Though Powell’s dance card is already plenty full, he seems keen to keep adding to it. Over the course of an hours-long conversation, he reveals he’s working on projects with both Greg Berlanti and his former Scream Queens boss Ryan Murphy. (Technically, he met Murphy years before on the set of Glee, where Powell — or “Hot Texas Glen,” as he was known amongst the cast and crew — would spend time in care of his best friend and former roommate, Chord Overstreet.) Murphy had been trying to cast Powell in any number of TV shows as his star rose, but more recently it was Powell who approached him about collaborating. Powell’s writing a Broadway musical, and he wanted Murphy, a Tony winner, to produce it with him. (Powell’s unlikely to star in this one, primarily because of his aforementioned schedule, but he is a longtime lover of musicals and, he says, “I definitely have the Broadway itch.”)

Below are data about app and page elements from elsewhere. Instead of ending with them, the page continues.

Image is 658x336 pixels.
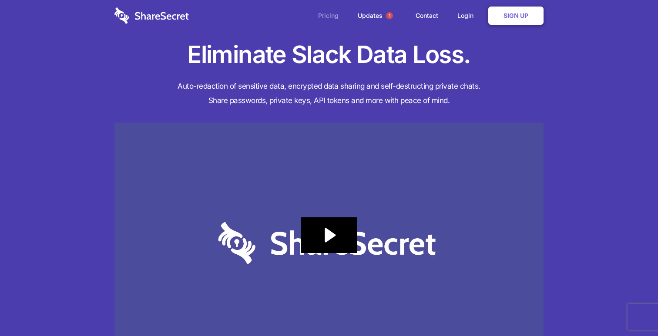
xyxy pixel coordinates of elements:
[386,12,393,19] span: 1
[488,7,544,25] a: Sign Up
[615,293,648,326] iframe: Drift Widget Chat Controller
[301,218,357,253] button: Play Video: Sharesecret Slack Extension
[114,79,544,108] h4: Auto-redaction of sensitive data, encrypted data sharing and self-destructing private chats. Shar...
[407,2,447,29] a: Contact
[114,7,189,24] img: logo-wordmark-white-trans-d4663122ce5f474addd5e946df7df03e33cb6a1c49d2221995e7729f52c070b2.svg
[114,39,544,71] h1: Eliminate Slack Data Loss.
[309,2,347,29] a: Pricing
[449,2,487,29] a: Login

Looking ahead, there will be plenty of projects where Barnstorm has no place, and Powell will simply be involved as an actor. Currently, he’s off shooting an A24 revenge thriller, Huntington, in South Africa. Powell plays the heir to a multibillion-dollar fortune who will stop at nothing to get what he deserves — or what he thinks he deserves. The role required him to drop some 15 pounds of body mass. “Because this character should be invisible,” he says, adding of the John Patton Ford-directed movie he claims moves like Casino: “It’s got bite and swagger to it.”

After that wraps, he’ll turn his attention back to Chad Powers, a Ted Lasso-style Hulu comedy based on the popular college football character created by Eli Manning for his ESPN+ docuseries Eli’s Places. Both Manning brothers are on board as producers, as is ESPN, but it’s Loki’s Michael Waldron and Powell, two die-hard college football fans, who are writing the series. Powell claims it’s one of the hardest roles he’s ever attempted. Like Hit Man, it’s a role within a role, in the vein of his childhood favorites, Tootsie and Mrs. Doubtfire. “He’s like the worst dude on the planet who puts on the mask of the most genial southern guy you’ve ever seen,” he says. Already, Powell, who once played high school football in Texas, has been working with Patrick Mahomes’ quarterback coach and consulting with Cruise, who made Tropic Thunder, about prosthetics. 

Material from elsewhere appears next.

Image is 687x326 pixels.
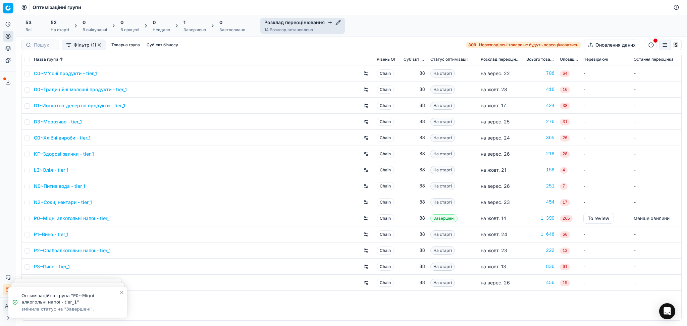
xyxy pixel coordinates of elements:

There’s also a Running Man reboot from director Edgar Wright, which he signed on to star in the same week he was in Vegas wooing theater owners with footage from Twisters. Not long after, he snagged the lead role in a Monsanto legal drama from producer Adam McKay. Then news broke that Powell would not only reimagine Heaven Can Wait but also was in talks to star in Abrams’ next directorial effort. And though neither he nor Abrams is willing to share any details of the project, Abrams says of Powell’s appeal: “I think Glen has just begun to scratch the surface of what he is capable of onscreen. Simply put, he’s a terrific actor — but it’s his humility, humanity and sense of humor and willingness to show vulnerability and laugh at himself — that makes me certain he is going to do some pretty incredible work in the years ahead.”

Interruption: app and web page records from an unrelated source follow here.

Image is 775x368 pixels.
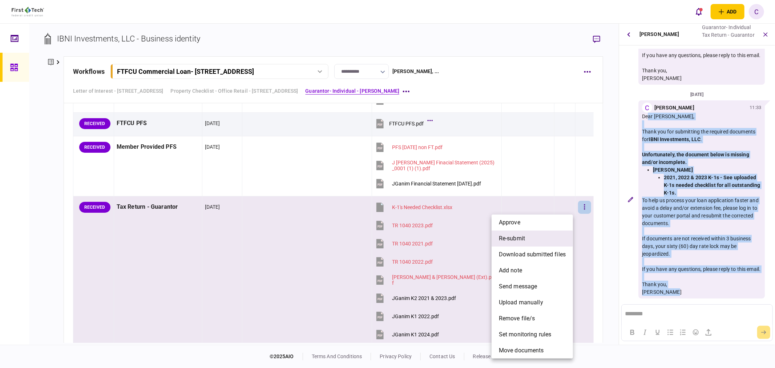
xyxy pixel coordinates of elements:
[3,6,148,13] body: Rich Text Area. Press ALT-0 for help.
[499,346,544,355] span: Move documents
[499,314,535,323] span: remove file/s
[499,266,522,275] span: add note
[499,250,566,259] span: download submitted files
[499,218,520,227] span: approve
[499,282,537,291] span: send message
[499,330,552,339] span: set monitoring rules
[499,298,543,307] span: upload manually
[499,234,525,243] span: re-submit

Deciding where to go from there won’t come without pressure, though Powell is actively trying to manage both his expectations and his mindset. As he sees it, there are two ways to navigate this business, and only one of them will keep him happy. “One way to be is fear-based, which is no way to operate. That’s the, ‘I better get a franchise, I better attach myself to IP, I better clamor for relevance’ way,” he says. “And the other way is to sit back and go, ‘Okay, if I were still that little kid begging his dad to go to the movie theater and I looked at where I am now, I’d be [amazed.] So, I keep trying to remind myself, just enjoy it — this thing has already gone way further than you ever thought it would go.”